3 Top Tips to Stop Short Battery Life
| Reuben Howe
The battery of your wireless tech, from your phone to a portable TV, is really the core to the entire experience. You can have the best apps installed on a phone and best music to play on your headphones, but none of that much matters if the battery has deteriorated and only holds an hour of charge!
Learn how to look after your batteries and keep internal batteries operational longer, saving you a bit of money (and a lot of irritation) in the the long run.
Why Does Battery Life Get Shorter?
If you've ever noticed your phone, headphones, earphones or game controllers start to run out of battery faster than usual, there's a good chance the battery is deteriorating.
Batteries work through chemical reactions that allow energy to flow from one side of the battery to the other. This is an oversimplified explanation, but one that serves our purposes here.
Imagine each end of the battery is a person, and they are throwing a ball between each other.
As they pass the ball back and forth (moving energy around and generating motion, heat and all sorts) they might become tired. They take a step closer together.
This means the people are still passing the ball as far as they can, but that total distance is smaller.
In a very analogous way, that's what happens to batteries over time.
Their ingredients become worn out and unbalanced, and slowly the maximum capacity for the battery lowers.
1. Don't Fully Charge or Discharge Batteries
There are a few ways you can actively combat this loss of battery efficiency, by taking good care of how you charge the batteries.
The first method, and one many of us are guilty of, is to ensure the battery is unplugged when it reaches near-100%.
A battery being constantly provided energy when it is at capacity is like forcing the two people playing catch to throw at full speed, max distance, but constantly giving them energy drinks.
Sure, they can do it, but it's not healthy.
Most of us leave our phone's plugged in overnight, for example, and this can speed up the degradation process in this way.
Ideally, charge your phone to around 90% before bed, and if you need to top it up during the day a little, that's okay.
The same logic applies in reverse for draining the battery to 0%. It's better to begin charging when batteries reach 10 - 20%, rather than to let them run completely dry.
2. Avoid Fast-Charging All the Time
Fast-charge cables and ports were all the rage for a while, charging your phone and other devices from 0 to 100 in as low as 20 minutes.
While that sounds great, the amount of work the battery has to put in is high.
A change in energy is when the battery is working hardest, so making a battery charge in 20 minutes is a lot of work in a short amount of time.
Using fast-charge on occasion is fine, but routine bursts every day will increase degradation speed and make your phone lose battery life.
If you notice your phone doesn't hold charge, it might be because you relied on fast-charge every day.
3. Avoid Fast Discharging (High Power Devices)
I mentioned before that a change in energy is when a battery works hardest.
Thing is, that applies to discharge as well as recharge.
What this means is that using a large amount of charge in a short time can damage the battery over time.
Most of the time, your devices self-regulate and will follow rules which stop battery draining too fast. However, if you are using location services, have the screen on max brightness and are running a game or watching a video (especially if the video is being streamed online so the internet is in use, too!) then battery can discharge far faster than normal.
This can, over time, stop your battery holding charge for as long as it should.
This is also why using power packs for high-power electricals is discouraged, as the power pack discharging entirely in a matter of minutes to charge a large appliance is not healthy for the power pack.
Take Care of Your Batteries
We rely on wireless tech almost every single day, and the poor things try as hard as they can to stay ready-to-use at all times. The least we can do is look after our batteries with good charging and discharging behaviour to ensure we can use our devices longer.
The next time you get a new phone or pair of headphones or power pack, make sure you are enacting these three methods right from the start to minimise the risk of you battery no longer holding charge!
The effect will still take place over time, eventually, but this way you can be sure to get the maximum possible life out of your tech without hurrying along its demise.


**Exercise aim**
Word for word, restate the data that follows, omitting the images.

**Data in this exercise**
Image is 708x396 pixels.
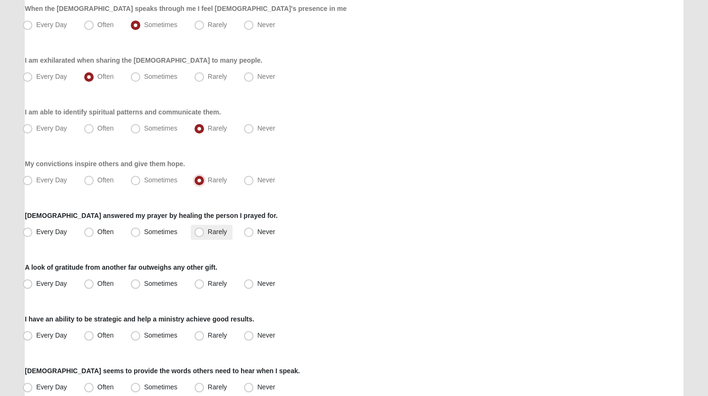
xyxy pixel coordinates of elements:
span: Rarely [208,125,227,132]
span: Never [257,228,275,236]
span: Often [97,176,114,184]
span: Sometimes [144,332,177,339]
span: Sometimes [144,125,177,132]
span: Every Day [36,125,67,132]
span: Never [257,280,275,288]
span: Often [97,125,114,132]
span: Rarely [208,332,227,339]
span: Often [97,21,114,29]
label: I am able to identify spiritual patterns and communicate them. [25,107,221,117]
label: [DEMOGRAPHIC_DATA] answered my prayer by healing the person I prayed for. [25,211,278,221]
span: Often [97,280,114,288]
span: Sometimes [144,228,177,236]
span: Sometimes [144,176,177,184]
span: Every Day [36,228,67,236]
span: Every Day [36,332,67,339]
span: Every Day [36,73,67,80]
span: Never [257,21,275,29]
span: Sometimes [144,21,177,29]
span: Often [97,228,114,236]
span: Sometimes [144,73,177,80]
span: Every Day [36,280,67,288]
span: Sometimes [144,280,177,288]
span: Often [97,73,114,80]
span: Often [97,332,114,339]
span: Rarely [208,73,227,80]
span: Rarely [208,228,227,236]
span: Rarely [208,21,227,29]
span: Never [257,73,275,80]
label: My convictions inspire others and give them hope. [25,159,185,169]
span: Every Day [36,21,67,29]
label: I have an ability to be strategic and help a ministry achieve good results. [25,315,254,324]
label: When the [DEMOGRAPHIC_DATA] speaks through me I feel [DEMOGRAPHIC_DATA]'s presence in me [25,4,347,13]
span: Never [257,125,275,132]
span: Never [257,332,275,339]
label: A look of gratitude from another far outweighs any other gift. [25,263,217,272]
label: [DEMOGRAPHIC_DATA] seems to provide the words others need to hear when I speak. [25,366,299,376]
span: Rarely [208,280,227,288]
span: Never [257,176,275,184]
label: I am exhilarated when sharing the [DEMOGRAPHIC_DATA] to many people. [25,56,262,65]
span: Every Day [36,176,67,184]
span: Rarely [208,176,227,184]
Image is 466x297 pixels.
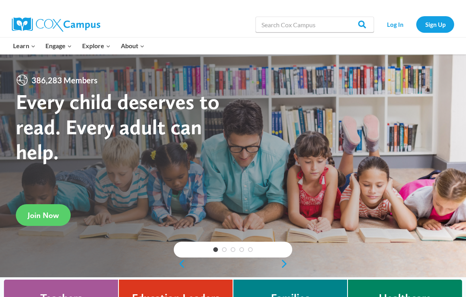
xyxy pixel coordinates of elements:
span: About [121,41,144,51]
input: Search Cox Campus [255,17,374,32]
a: next [280,259,292,268]
a: 4 [239,247,244,252]
span: Learn [13,41,36,51]
span: Join Now [28,210,59,220]
a: 2 [222,247,227,252]
div: content slider buttons [174,256,292,272]
nav: Primary Navigation [8,37,149,54]
nav: Secondary Navigation [378,16,454,32]
a: Sign Up [416,16,454,32]
span: 386,283 Members [28,74,101,86]
a: previous [174,259,185,268]
a: 5 [248,247,253,252]
a: 3 [230,247,235,252]
span: Explore [82,41,110,51]
img: Cox Campus [12,17,100,32]
a: Join Now [16,204,71,226]
span: Engage [45,41,72,51]
a: 1 [213,247,218,252]
strong: Every child deserves to read. Every adult can help. [16,89,219,164]
a: Log In [378,16,412,32]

**Solution to this task**
Image is 708x396 pixels.
xyxy pixel coordinates of elements:
span: Rarely [208,125,227,132]
span: Never [257,228,275,236]
span: Often [97,176,114,184]
span: Sometimes [144,332,177,339]
span: Sometimes [144,125,177,132]
span: Every Day [36,125,67,132]
span: Never [257,280,275,288]
span: Often [97,125,114,132]
span: Rarely [208,332,227,339]
span: Often [97,21,114,29]
label: I am able to identify spiritual patterns and communicate them. [25,107,221,117]
label: [DEMOGRAPHIC_DATA] answered my prayer by healing the person I prayed for. [25,211,278,221]
span: Often [97,280,114,288]
span: Sometimes [144,228,177,236]
span: Sometimes [144,176,177,184]
span: Every Day [36,228,67,236]
span: Every Day [36,332,67,339]
span: Every Day [36,73,67,80]
span: Never [257,21,275,29]
span: Sometimes [144,21,177,29]
span: Often [97,228,114,236]
span: Sometimes [144,73,177,80]
span: Every Day [36,280,67,288]
span: Sometimes [144,280,177,288]
span: Often [97,73,114,80]
span: Often [97,332,114,339]
span: Rarely [208,73,227,80]
span: Rarely [208,228,227,236]
span: Rarely [208,21,227,29]
span: Never [257,73,275,80]
label: My convictions inspire others and give them hope. [25,159,185,169]
span: Every Day [36,21,67,29]
label: I have an ability to be strategic and help a ministry achieve good results. [25,315,254,324]
label: When the [DEMOGRAPHIC_DATA] speaks through me I feel [DEMOGRAPHIC_DATA]'s presence in me [25,4,347,13]
span: Never [257,125,275,132]
span: Never [257,332,275,339]
label: A look of gratitude from another far outweighs any other gift. [25,263,217,272]
label: [DEMOGRAPHIC_DATA] seems to provide the words others need to hear when I speak. [25,366,299,376]
span: Rarely [208,280,227,288]
span: Never [257,176,275,184]
label: I am exhilarated when sharing the [DEMOGRAPHIC_DATA] to many people. [25,56,262,65]
span: Every Day [36,176,67,184]
span: Rarely [208,176,227,184]
Image is 466x297 pixels.
xyxy pixel coordinates of elements:
span: About [121,41,144,51]
input: Search Cox Campus [255,17,374,32]
a: next [280,259,292,268]
a: 4 [239,247,244,252]
span: Learn [13,41,36,51]
span: Join Now [28,210,59,220]
a: 2 [222,247,227,252]
div: content slider buttons [174,256,292,272]
nav: Primary Navigation [8,37,149,54]
nav: Secondary Navigation [378,16,454,32]
a: Sign Up [416,16,454,32]
span: 386,283 Members [28,74,101,86]
a: previous [174,259,185,268]
a: 5 [248,247,253,252]
a: 3 [230,247,235,252]
span: Explore [82,41,110,51]
img: Cox Campus [12,17,100,32]
a: Join Now [16,204,71,226]
span: Engage [45,41,72,51]
a: 1 [213,247,218,252]
strong: Every child deserves to read. Every adult can help. [16,89,219,164]
a: Log In [378,16,412,32]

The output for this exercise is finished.